“We will walk the rest of the way,” he said.
And so they stood, the three of them, a few minutes later, watching the carriage drive down into the slight bowl of the park before climbing up the other side.
“Well, David,” Sydnam said, setting his hand on the boy’s shoulder, “this is Ty Gwyn. This is home. What do you think?”
“Do those sheep belong here?” David asked. “May I go closer to them?”
“You may indeed,” Sydnam said. “You may even try to catch one if you wish. But I warn you that they are quite elusive.”
The boy ran off into the meadow with whoops of delight after hours of being cooped up inside the carriage. The sheep, forewarned, moved out of his path.
Sydnam turned to smile at his wife.
“Well, Anne,” he said.
“Well.” She was staring off at the house in the distance. But then she turned her eyes on him. “I am going to have to go over the stile, you know. I have to redeem myself. I was horribly clumsy the last time.”
“I did have the bottom step seen to,” he said.
He watched as she climbed then sat on the top bar and swung her legs over to the other side, warmly clad in her russet pelisse, her cheeks already rosy from the cold, a few strands of honey-colored hair pulled loose from her neatly pinned hair and wafting in the breeze, her eyes bright and laughing. His beautiful Anne.
He strode toward her.
“Allow me, ma’am,” he said, offering his hand.
“Thank you, sir.” She set her hand in his and descended to the ground. “You see? Like a queen.”
They stood face-to-face, their hands still joined, and gazed deeply at each other for several moments while her smile faded.
“Sydnam,” she said, “I know you did not want any of this-”
“Do you?” he said.
“You were contented as you were,” she said, “and I was not the sort of woman you would have chosen to marry.”
“Were you not?” he said. “And was I the sort of man you would have chosen to marry?”
“We were lonely,” she said, “and we came here on a lovely day and-”
“It was a lovely day,” he said.
She tipped her head to one side and frowned slightly.
“Why will you not let me finish anything I am trying to say?” she asked.
“Because,” he said, “you are still not sure I do not regret our marriage deep down, are you? And I suppose I am still not sure you do not. I suppose I ought to have told you something long ago. But at first I did not want you to pity me or feel obligated to me, and after that I convinced myself that the words were not necessary. Men do tend to do that, you know, Anne. We do not find it easy to spill our feelings in words. But I do love you. I always have, I think. And I know I always will.”
“Sydnam.” Tears sprang to her eyes. The tip of her nose was growing rosy, he noticed. “Oh, Sydnam, I do love you. I love you so very, very much.”
He leaned forward, rubbed his nose against hers, and kissed her. She wound her arms about his neck and kissed him back.
“You always have?” She tipped back her head and laughed at him. “Right from the start?”
“I thought,” he said, “that you had stepped out of the night into my dreams. But then you turned and fled.”
“Oh, Sydnam.” She tightened her grip about his neck again. “Oh, my love.”
“And I have in my pocket something that always lives on my person,” he said, “and may convince you that I have always loved you. If you even remember it, that is-or them, since there are more than one.”
She stepped back and watched curiously as he drew a handkerchief out of the inner pocket of his greatcoat and flicked open the folds with his thumb to reveal a little cluster of seashells within. He would, he thought, feel foolish if she did not remember.
She touched one forefinger to them.
“You kept them,” she said. “Oh, Sydnam, you have kept them all this time.”
“Foolish, was it not?” He smiled at her.
But a shout distracted them as he flicked the corners of the handkerchief in place and put it back into his pocket.
“Mama, look!” David called from the middle of the meadow. “Look, Papa, I have caught one.”
But even as they looked the indignant sheep pulled free and ambled away to resume the serious business of cropping grass and clover. David, laughing gleefully, went chasing after it.
Sydnam wrapped his arm about Anne’s waist and drew her back against him. He spread his hand over her abdomen and hid his face against the side of her neck as she tipped back her head onto his shoulder. He felt almost dizzy.
“He called you Papa,” she said softly.
“Yes.”
He raised his head and looked around him at his home. All of it-the house and stables, the garden, the meadow, the circling trees, the boy chasing sheep, the woman in his arms. And he felt the future beneath his fingers in the slight rounding of his wife’s womb.
“Are we mad,” he asked her, “standing out here in the cold like this when a warm house awaits us?”
“Utterly mad.” She turned her head to smile at him and kiss his lips. “Take me home, Sydnam.”
“We are home, love,” he said, releasing her in order to take her hand in his. “We are always home. But I’ll take you to the house. I want to see if the morning room looks like sunshine.”
“And if the hall looks more cheerful without the browns,” she said.
They half ran down the slight slope in the direction of the house. They were also laughing. Their fingers were laced together.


- **WHAT YOU WILL DO**:
Here, the job is to give back every entry below unchanged, omitting pictures.

━━━━━━━━━━

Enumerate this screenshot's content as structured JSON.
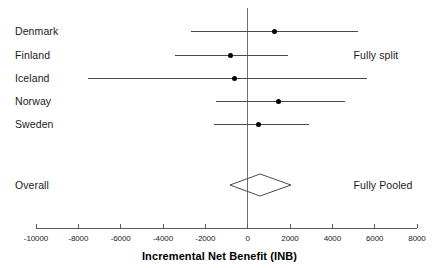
{
  "chart_data": {
    "type": "forest",
    "title": "",
    "xlabel": "Incremental Net Benefit (INB)",
    "ylabel": "",
    "xlim": [
      -10000,
      8000
    ],
    "xticks": [
      -10000,
      -8000,
      -6000,
      -4000,
      -2000,
      0,
      2000,
      4000,
      6000,
      8000
    ],
    "xticklabels": [
      "-10000",
      "-8000",
      "-6000",
      "-4000",
      "-2000",
      "0",
      "2000",
      "4000",
      "6000",
      "8000"
    ],
    "grid": false,
    "reference_line": 0,
    "legend_position": "none",
    "annotations": [
      {
        "text": "Fully split",
        "x": 5000,
        "row": "Finland"
      },
      {
        "text": "Fully Pooled",
        "x": 5000,
        "row": "Overall"
      }
    ],
    "studies": [
      {
        "label": "Denmark",
        "estimate": 1270,
        "ci_low": -2700,
        "ci_high": 5200
      },
      {
        "label": "Finland",
        "estimate": -800,
        "ci_low": -3450,
        "ci_high": 1890
      },
      {
        "label": "Iceland",
        "estimate": -610,
        "ci_low": -7550,
        "ci_high": 5660
      },
      {
        "label": "Norway",
        "estimate": 1460,
        "ci_low": -1510,
        "ci_high": 4580
      },
      {
        "label": "Sweden",
        "estimate": 520,
        "ci_low": -1600,
        "ci_high": 2880
      }
    ],
    "overall": {
      "label": "Overall",
      "estimate": 570,
      "ci_low": -850,
      "ci_high": 2030,
      "marker": "diamond"
    }
  },
  "figure": {
    "axis_title": "Incremental Net Benefit (INB)",
    "annotation_split": "Fully split",
    "annotation_pooled": "Fully Pooled",
    "overall_label": "Overall",
    "study_labels": {
      "denmark": "Denmark",
      "finland": "Finland",
      "iceland": "Iceland",
      "norway": "Norway",
      "sweden": "Sweden"
    },
    "tick_labels": {
      "t0": "-10000",
      "t1": "-8000",
      "t2": "-6000",
      "t3": "-4000",
      "t4": "-2000",
      "t5": "0",
      "t6": "2000",
      "t7": "4000",
      "t8": "6000",
      "t9": "8000"
    },
    "colors": {
      "marker": "#000000",
      "line": "#4a4a4a",
      "axis": "#5a5a5a",
      "reference": "#6e6e6e",
      "text": "#1a1a1a",
      "background": "#ffffff"
    }
  }
}
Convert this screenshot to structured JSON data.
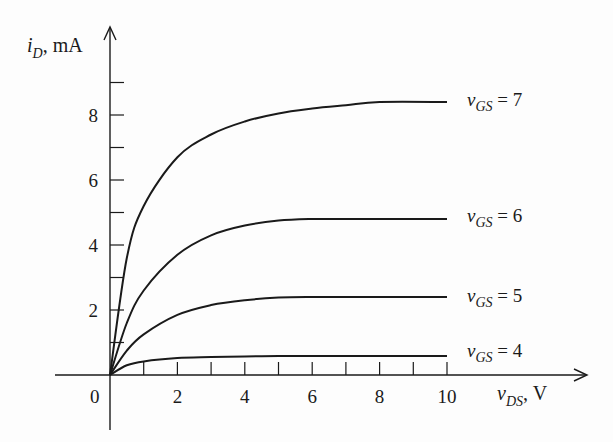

━━━━━━━━━━

- **RESPONSE BOX**:
Enumerate this screenshot's content as structured JSON.
{
  "chart_data": {
    "type": "forest",
    "title": "",
    "xlabel": "Incremental Net Benefit (INB)",
    "ylabel": "",
    "xlim": [
      -10000,
      8000
    ],
    "xticks": [
      -10000,
      -8000,
      -6000,
      -4000,
      -2000,
      0,
      2000,
      4000,
      6000,
      8000
    ],
    "xticklabels": [
      "-10000",
      "-8000",
      "-6000",
      "-4000",
      "-2000",
      "0",
      "2000",
      "4000",
      "6000",
      "8000"
    ],
    "grid": false,
    "reference_line": 0,
    "legend_position": "none",
    "annotations": [
      {
        "text": "Fully split",
        "x": 5000,
        "row": "Finland"
      },
      {
        "text": "Fully Pooled",
        "x": 5000,
        "row": "Overall"
      }
    ],
    "studies": [
      {
        "label": "Denmark",
        "estimate": 1270,
        "ci_low": -2700,
        "ci_high": 5200
      },
      {
        "label": "Finland",
        "estimate": -800,
        "ci_low": -3450,
        "ci_high": 1890
      },
      {
        "label": "Iceland",
        "estimate": -610,
        "ci_low": -7550,
        "ci_high": 5660
      },
      {
        "label": "Norway",
        "estimate": 1460,
        "ci_low": -1510,
        "ci_high": 4580
      },
      {
        "label": "Sweden",
        "estimate": 520,
        "ci_low": -1600,
        "ci_high": 2880
      }
    ],
    "overall": {
      "label": "Overall",
      "estimate": 570,
      "ci_low": -850,
      "ci_high": 2030,
      "marker": "diamond"
    }
  },
  "figure": {
    "axis_title": "Incremental Net Benefit (INB)",
    "annotation_split": "Fully split",
    "annotation_pooled": "Fully Pooled",
    "overall_label": "Overall",
    "study_labels": {
      "denmark": "Denmark",
      "finland": "Finland",
      "iceland": "Iceland",
      "norway": "Norway",
      "sweden": "Sweden"
    },
    "tick_labels": {
      "t0": "-10000",
      "t1": "-8000",
      "t2": "-6000",
      "t3": "-4000",
      "t4": "-2000",
      "t5": "0",
      "t6": "2000",
      "t7": "4000",
      "t8": "6000",
      "t9": "8000"
    },
    "colors": {
      "marker": "#000000",
      "line": "#4a4a4a",
      "axis": "#5a5a5a",
      "reference": "#6e6e6e",
      "text": "#1a1a1a",
      "background": "#ffffff"
    }
  }
}
Convert this screenshot to structured JSON data.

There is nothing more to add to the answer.